One of the key arguments I used to get politicians to understand the importance of passing retrofitting legislation was the life-safety issue. The current building code is a life-safety code; buildings are made with the objective of not killing the inhabitants inside in the event of an earthquake. However, building codes are not retroactive. There are buildings built to earlier codes that we know will collapse and kill people. For example, in the 1994 Northridge earthquake, the Northridge Meadows Apartments killed 17 people. Saving lives is a powerful argument but it alone was not enough to convince policymakers as it did not seem like many people’s lives were at risk. In addition to lives lost in the Northridge earthquake, the city also lost 49,000 housing units. On top of the current housing crisis present in Los Angeles, the earthquake would cause even more housing loss. That became a powerful motivator for why the city needed change. Additionally, on the community level, if you lose all those housing units, how many people will be able to or even want to stay in their communities?
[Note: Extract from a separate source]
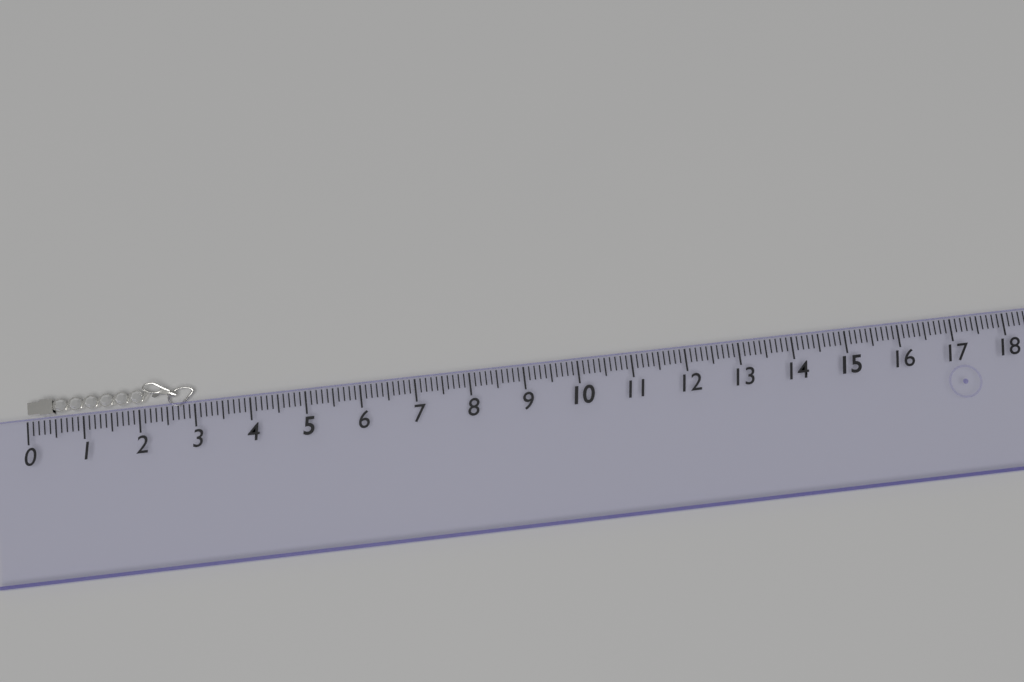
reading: 3.0 (no unit)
So, with the life-safety issue, there was also motivation from the value of community. In summary, it took communication appealing to different emotional impacts on the person who was setting the policy for this key legislation to go forward.
This year on the Great ShakeOut Day in October, the Jones Center with Dr. Keith Porter and other experts released a report which validated all this work and demonstrated what has been accomplished since 2014. Dr. Porter collected data on the ~8,000 buildings that have been retrofitted and estimated the likelihood that each building would experience shaking bad enough to damage it over the 75- year lifetime of the building. He then calculated the losses prevented using a model of how the earthquake could cause damage. The calculations showed substantial losses averted, including 15,000 people who would not die, 27,000 people who would not be injured, and 150,000 people who would not be made homeless because of damage to these buildings. Additionally, $42 billion in losses would not occur. Because the retrofit had been done at an expense of $1.3 billion, this means that for every dollar spent, $32 were saved. There are more intangible numbers of value to the larger community not included in this calculation, such as the cost of injury treatment, dropped property values, or debris removal that are prevented by the retrofitting.
This data is important to think about going forward as we try to get more retrofits done. With more than half of the losses averted belonging to the community and not the owners of the buildings, it is a community value to retrofit. This should encourage more jurisdictions to act on requiring retrofit. There are still thousands of these dangerous buildings in California. It is most important that cities in these high seismic zones, such as here in Southern California, do these retrofits. Many cities across California have taken on this task, but there are still more than 400 cities in California that should examine the type of construction present in their communities in order to understand what policies they should put in place to prevent the damage, prevent the loss of lives, and prevent the loss of community that will result when their big earthquake comes.
Dr. Lucy Jones is a seismologist and founder of the Dr. Lucy Jones Center for Science and Society. She is the author of the book, The Big Ones (Doubleday, April 2018) and is also a Research Associate at the Seismological Laboratory of Caltech, a post she has held since 1984.